Published August 7, 2007 in Archives
USC Confluence: A Campus-Wide Academic Wiki
Tommi Rantanen published some sobering thoughts on the topic of Finland: not the promised land of technology on his Endless lesson blog (nice title, by the way). What caught my eye was the reference to a PDF from USC on their use of Confluence campus-wide.

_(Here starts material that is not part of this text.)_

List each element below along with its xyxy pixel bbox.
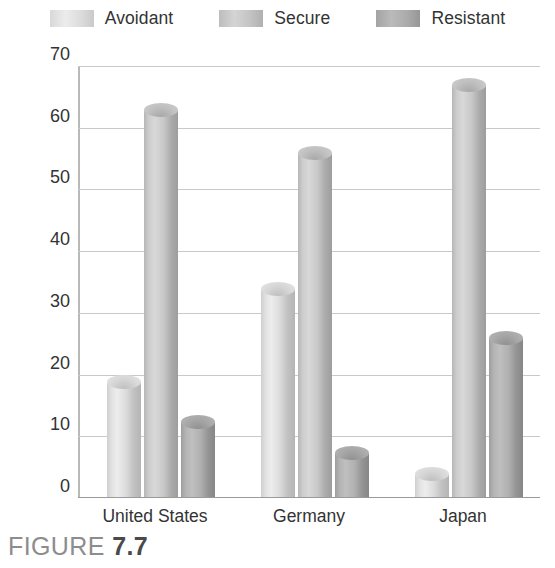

The PDF is a case study published by Educause.
Some great nuggets of information on how a wiki is being used on campus.
How is it used?
- Student journaling
- Personal portfolios
- Collaborative knowledge base
- Research coordination and collaboration
Why a wiki?
- Expand critical thinking, self-reflection, faculty mentorship, and service learning beyond the boundaries of a specific course, a particular discipline, and a single semester.
- Team-based learning
- Social potential of online social networks
- Greater opportunities for collaboration
What’s noteworthy?
- Supports a wide range of pedagogical uses
- The entire process of selecting collaborative technology was itself a collaborative process between faculty, students, and research groups
- It’s created some replicable practices on campus
What I found to be equally intriguing was the way faculty tied wiki participation to students’ final grades. I think that’ll be the next pattern and use case on Wikipatterns!
You can read the entire PDF case study here.